Cummings and partner, Bud Collins, run the Cross Y Ranch and the allotment west of Glenwood where the wolves killed two of their cattle.
A few miles north of Glenwood is the community of Alma. Residents there have been seeing wolves on the hillsides, in the fields or on Mineral Creek Road for several months.
Susan Venus, who runs the Red Hen Café, said she nearly hit a wolf with her car last Friday. It was carrying a cat head, she said.
Frozen in her headlights, it dropped the head on Mineral Creek Road and ran up a hill. Venus retrieved the cat head and put it in a freezer, safekeeping it for evidence.
The cat belonged to Georgia and Kelly Klumker, who live on that road, and used to have 22 cats. Now there are 15 and the Klumkers say wolves got them.
In mid-January, Georgia was washing her windows when she said she saw a wolf carrying off one of her cats. It was on Mineral Creek Road about 70 feet from her clean window and then went up the hillside directly across from the Klumkers' house.
Some news reports have made much of the fact that she is an 81-year-old great-grandmother. But Georgia, a country woman all her life, says she knows what she saw. It wasn't a coyote, she said.
Her husband, Kelly, saw it, too. "I'm sure it was a wolf," he said. Besides, he said, "coyotes have always been around and nothing like this has happened."
He cites other instances that point to a different kind of predator in the area and said his neighbors are seeing the same reactions: Dogs trembling in fear with their hair standing straight up and three deer running full speed across his field. "I've never seen anything like that. Something really had them scared."
His three horses also are acting strange. "The horses aren't bothered by coyotes but they're spooked at something," he said, pointing to a metal gate that was knocked loose and dragged 20 feet away by a frightened horse.
The Klumkers and daughter Kathleen Schuster, who lives on the same property with them, say they are afraid. "Especially for the grandchildren," Schuster said of her three, who often play in the yard.
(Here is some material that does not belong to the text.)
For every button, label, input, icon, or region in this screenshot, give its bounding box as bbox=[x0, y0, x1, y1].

She said she also worries about her own safety when she comes home in the dark.
Wildlife biologists with the wolf reintroduction program have visited Alma and Mineral Creek Road several times, trying to find signs of wolves in the area. So far, there have been no conclusive signs.
Some who say they've seen a wolf described the animal as being much larger than a coyote. They estimate the animal weighs up to 70 pounds.
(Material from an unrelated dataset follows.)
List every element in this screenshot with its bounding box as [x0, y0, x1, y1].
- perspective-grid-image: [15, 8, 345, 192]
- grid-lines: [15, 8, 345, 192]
Biologists who have been caring for the Gavilan Pack said the alpha male weighs 58 pounds. The pups weigh between 50 and 55 pounds, they said.
Venus, the café owner, said she and a tracker went out together earlier this week to view tracks left by the animal she almost hit. The tracks were not wolf tracks, she said, admitting she's now not sure what kind of animal she saw.
"This thing's huge," Venus said, placing her hand almost three feet from the floor to show the animal's height. "If it's a coyote, it's the biggest friggin' coyote I've ever seen."
Wendy Brown, wolf program team leader, said this morning the only tracks any of her biologists have seen are those of coyotes or dogs.